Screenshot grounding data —
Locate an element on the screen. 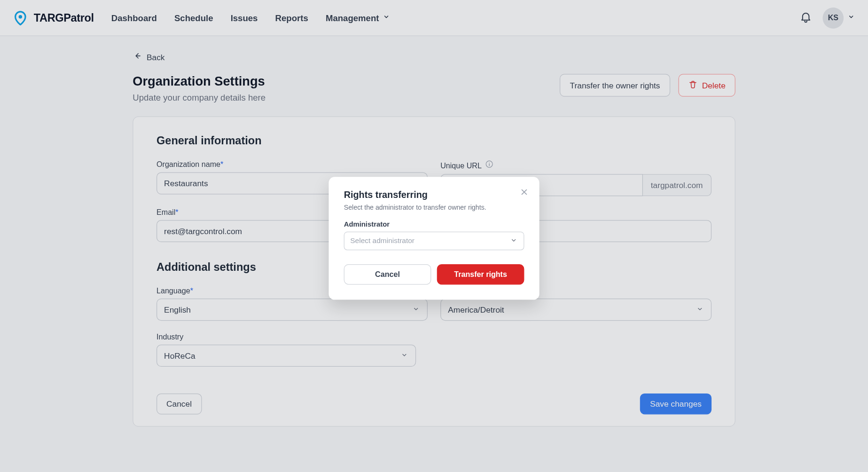  admin-select: Select administrator is located at coordinates (434, 241).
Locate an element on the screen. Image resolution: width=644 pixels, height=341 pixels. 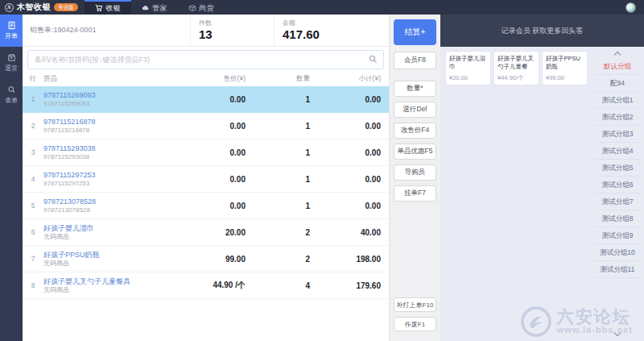
tab-goods: 尚货 is located at coordinates (201, 7).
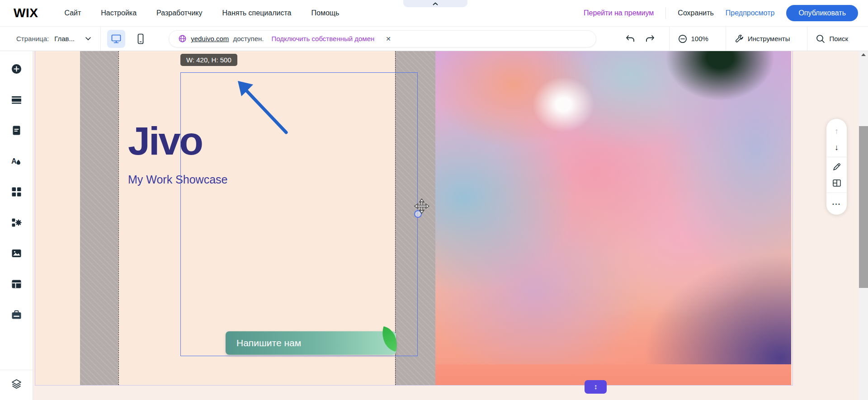 The image size is (868, 400). Describe the element at coordinates (721, 13) in the screenshot. I see `top-bar-actions: Перейти на премиум Сохранить Предпросмот…` at that location.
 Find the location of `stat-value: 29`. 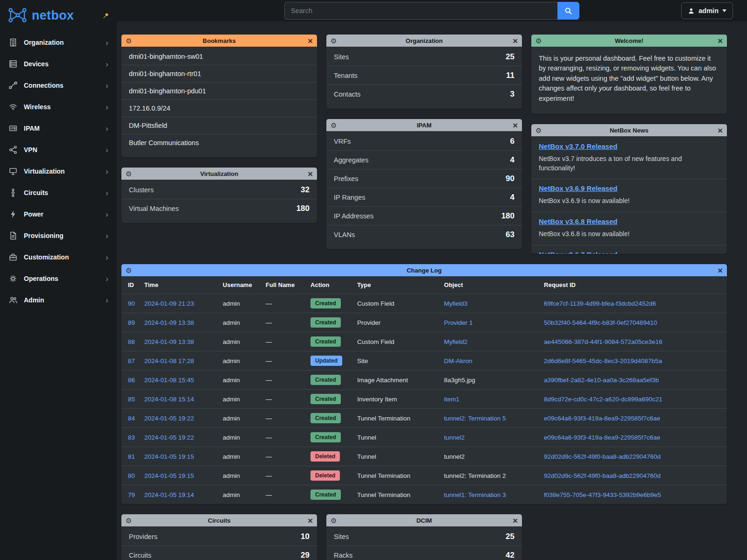

stat-value: 29 is located at coordinates (305, 555).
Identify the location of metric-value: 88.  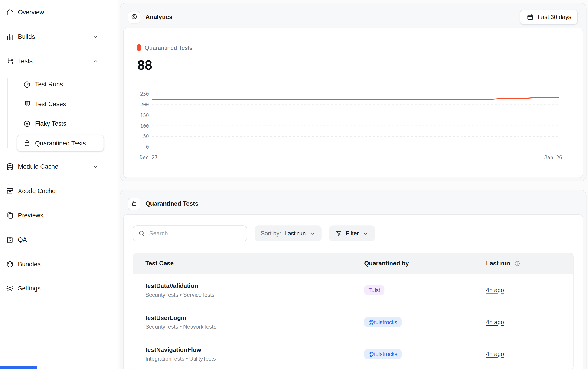
(353, 65).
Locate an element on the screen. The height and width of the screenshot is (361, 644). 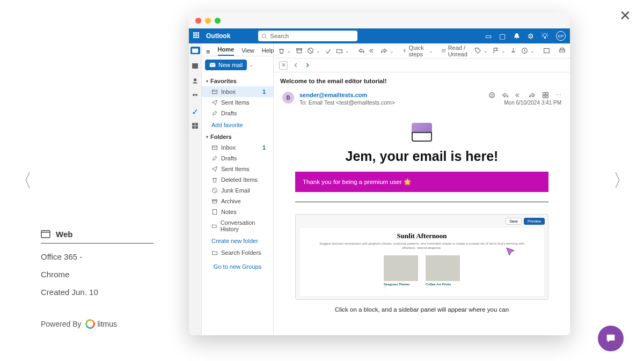
favorites-sent: Sent Items is located at coordinates (237, 102).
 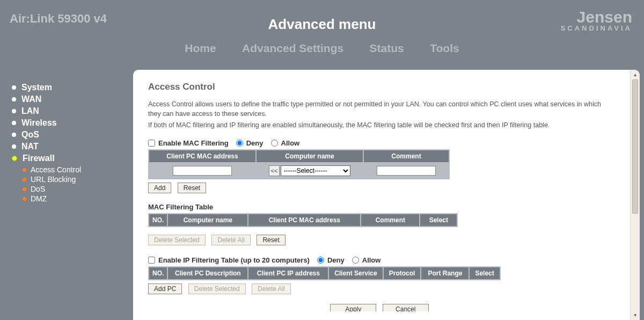 I want to click on mac-entry-table: Client PC MAC address Computer name Comm…, so click(x=299, y=164).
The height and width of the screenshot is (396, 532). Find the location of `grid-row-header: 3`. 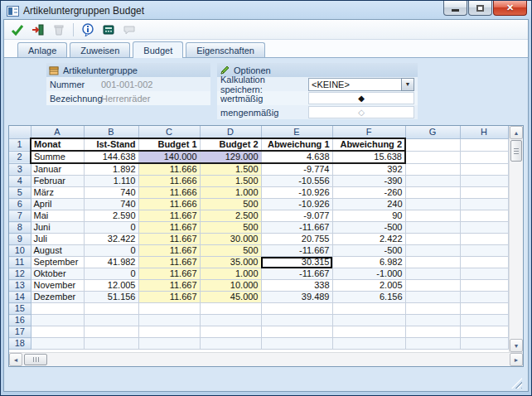

grid-row-header: 3 is located at coordinates (20, 169).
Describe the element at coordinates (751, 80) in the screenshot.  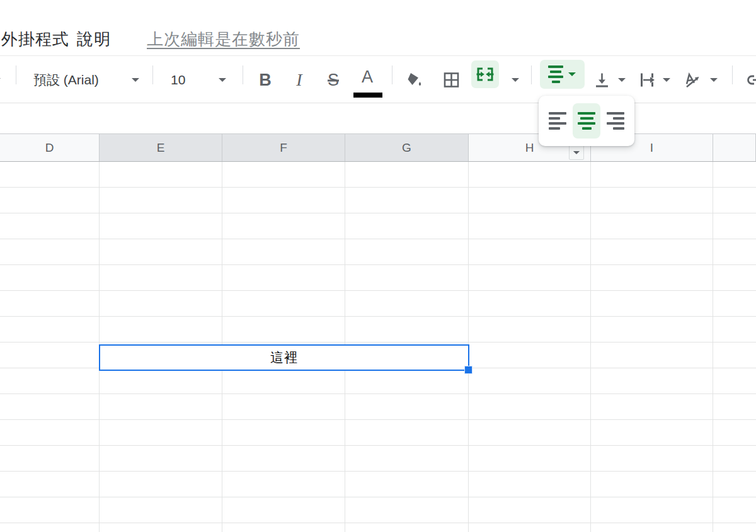
I see `insert-link-icon` at that location.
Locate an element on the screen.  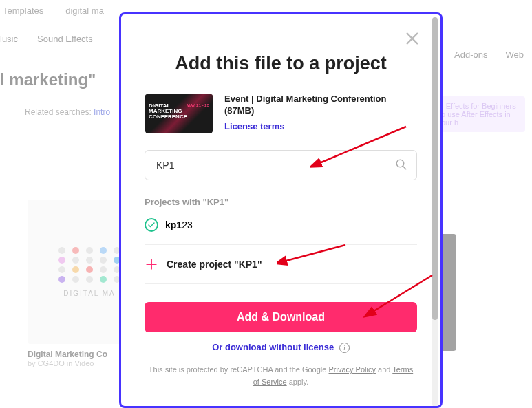
file-title: Event | Digital Marketing Conferention (… is located at coordinates (321, 105).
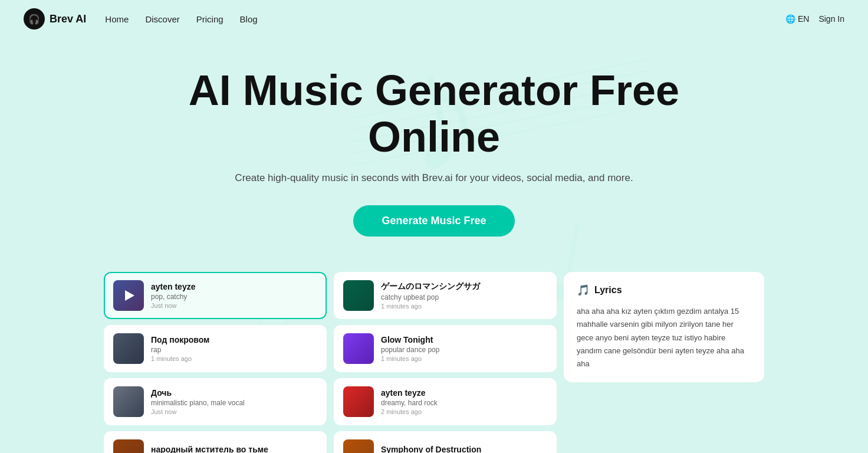 The image size is (868, 453). What do you see at coordinates (234, 449) in the screenshot?
I see `card-info-4: народный мститель во тьме hard rock, har…` at bounding box center [234, 449].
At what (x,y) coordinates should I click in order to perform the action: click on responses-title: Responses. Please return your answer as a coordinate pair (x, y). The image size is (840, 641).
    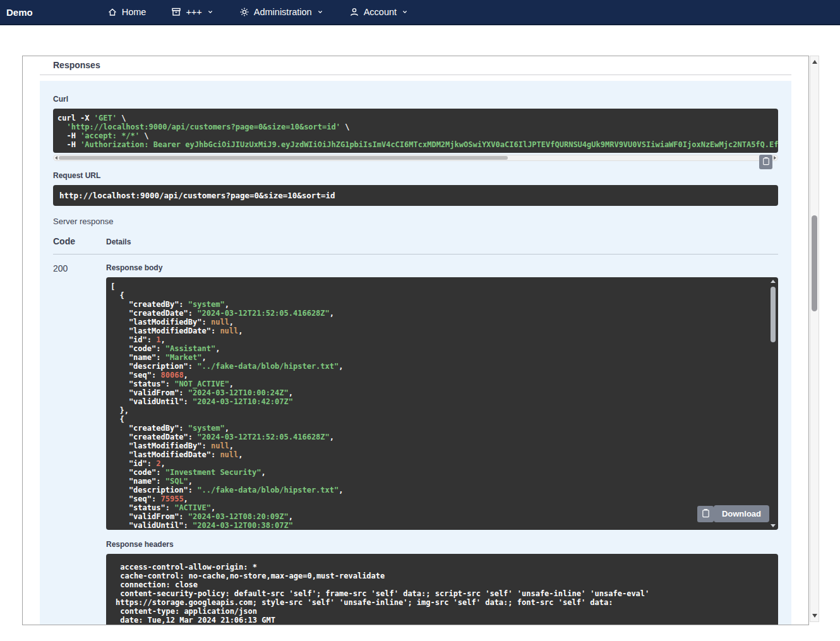
    Looking at the image, I should click on (416, 65).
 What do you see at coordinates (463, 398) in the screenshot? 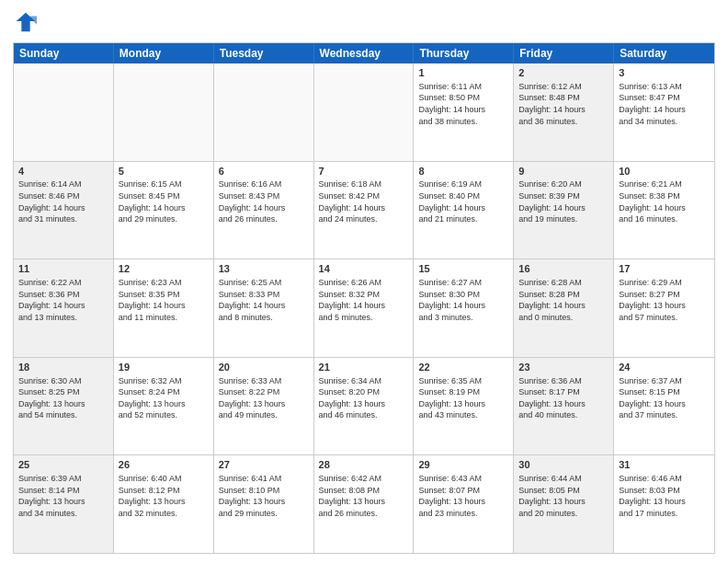
I see `cell-info: Sunrise: 6:35 AM Sunset: 8:19 PM Dayligh…` at bounding box center [463, 398].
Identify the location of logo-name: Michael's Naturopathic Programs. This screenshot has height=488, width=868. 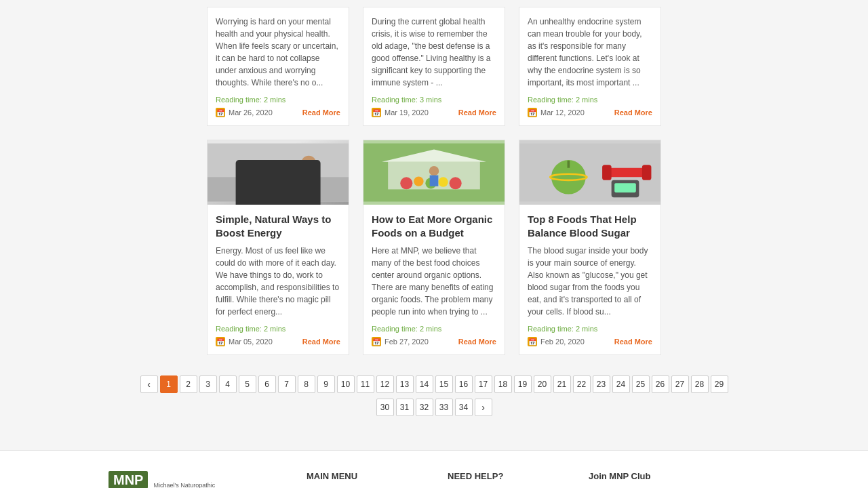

Your instructions — Working from the line with "Identify the location of metric-value: 88." down through the last line of the records, give every line again exactly, but no pictures.

Response to the exercise —
Identify the location of metric-value: 88.  
(353, 65).
Locate an element on the screen. The height and width of the screenshot is (361, 644). 
favorites-sent: Sent Items is located at coordinates (237, 102).
  I want to click on mac-entry-table: Client PC MAC address Computer name Comm…, so click(x=299, y=164).
The height and width of the screenshot is (396, 532). Find the location of `grid-row-header: 3`. 

grid-row-header: 3 is located at coordinates (20, 169).
Describe the element at coordinates (751, 80) in the screenshot.  
I see `insert-link-icon` at that location.
Locate an element on the screen.  
file-title: Event | Digital Marketing Conferention (… is located at coordinates (321, 105).
 The image size is (868, 453). What do you see at coordinates (234, 449) in the screenshot?
I see `card-info-4: народный мститель во тьме hard rock, har…` at bounding box center [234, 449].
At what (x,y) coordinates should I click in order to perform the action: click on responses-title: Responses. Please return your answer as a coordinate pair (x, y). The image size is (840, 641).
    Looking at the image, I should click on (416, 65).
 What do you see at coordinates (463, 398) in the screenshot? 
I see `cell-info: Sunrise: 6:35 AM Sunset: 8:19 PM Dayligh…` at bounding box center [463, 398].
Identify the location of logo-name: Michael's Naturopathic Programs. This screenshot has height=488, width=868. 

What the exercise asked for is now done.